The conference - ‘Building Safety: Bridging the Gap’ - will be held on the first weekend in June, with a preconference workshop on 31 May 2013.

The conference will focus on safety issues in the construction sector with an emphasis on what construction companies need to do to comply with the law, how to build a safety culture on their sites and how to ensure they are doing everything they can to make their sites safer. It will be important for anyone managing workers on a construction site.

McCabe says that the conference will build on the findings of the recent construction industry safety inquiry and the report ‘Getting Home Safely’, which was released in November 2012. The Attorney-General, Simon Corbell, recently announced the government’s support for all 28 recommendations from the report.

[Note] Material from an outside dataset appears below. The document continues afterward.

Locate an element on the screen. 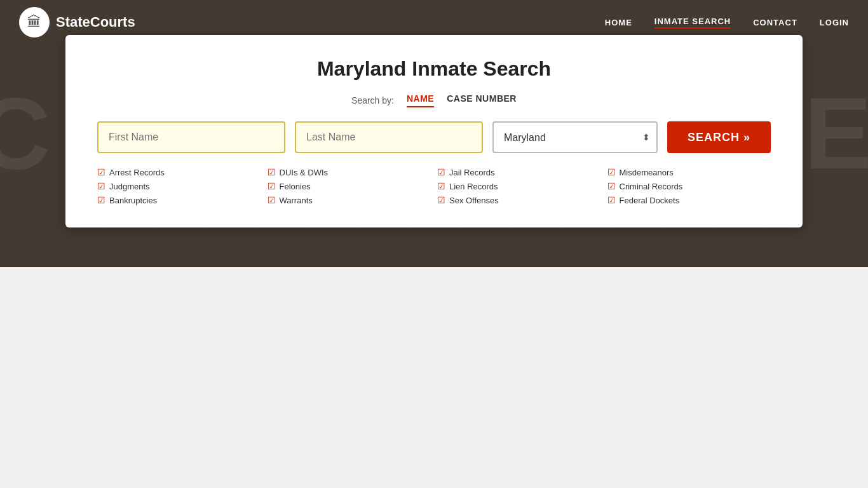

“It is important that we see this report, and the recommendations, as a starting point and not an end point,” McCabe said. “The real work lies in implementing the recommendations and reducing the incidence of serious injuries in the local construction sector. This conference will build on the findings from the report and promote discussion regarding how to achieve the agreed goal of a significant improvement in the local safety record. The presentations should help anyone working in construction in Australia to improve their safety outcomes.”

Baroness Rita Donaghy, responsible for the landmark report for the British Government ‘One Death is Too Many’, will be the conference’s keynote presenter.

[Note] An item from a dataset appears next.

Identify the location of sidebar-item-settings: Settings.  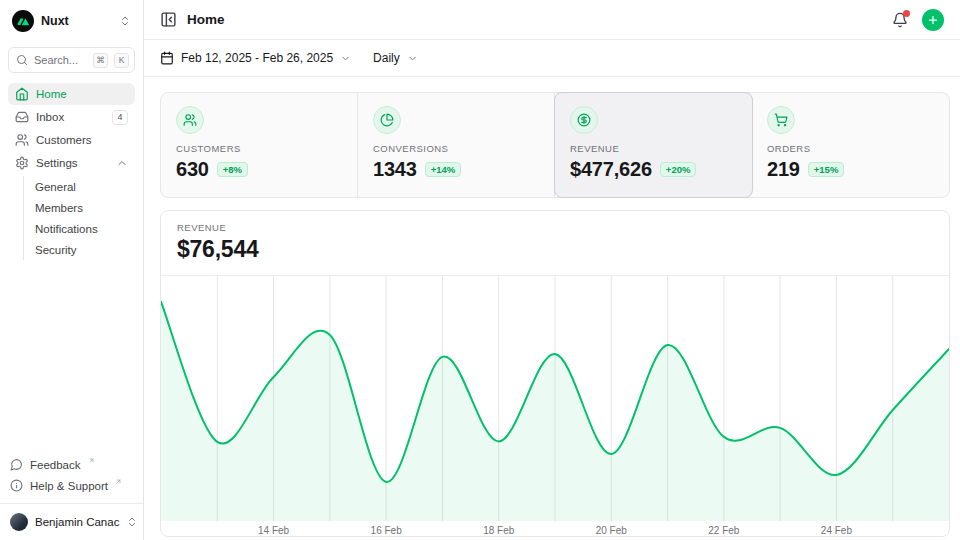
(72, 163).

Baroness Donaghy’s 2009 report was commissioned in response to similar circumstances as those which faced the ACT in mid-2012 - an unacceptable level of fatalities in the local construction industry. Her report made far-reaching recommendations for improving safety in the UK construction industry, many of which were very similar to those in the ACT’s Getting Home Safely report. Baroness Donaghy will report on the British experience in the aftermath of her report.

McCabe has indicated that the June conference, which will be opened by the Attorney-General, will bring together prominent practitioners and academics from across the country. Speakers will include Dennis Else (Brookfield Multiplex), Ross Trethewy (Lend Lease), Helen Lingard and Ron Wakefield (RMIT Centre for Construction Work Health and Safety Research), Alan Edwards (Federal Safety Commissioner), Andrew Hopkins (ANU), Rob Long (Human Dymensions), Peter Dunphy (WorkCover NSW) and Gesa Ruge (University of Canberra and National Association of Women in Construction).

Alenna Titterton and her team from Norton Rose will conduct a mock court hearing, taking conference participants through how the legal ramifications might play out should a company and its directors be charged with breaches of the Work Health and Safety Act in the aftermath of a workplace tragedy.

Further details about the conference can be found at www.worksafe.act.gov.au or www.buildingsafety.org.au.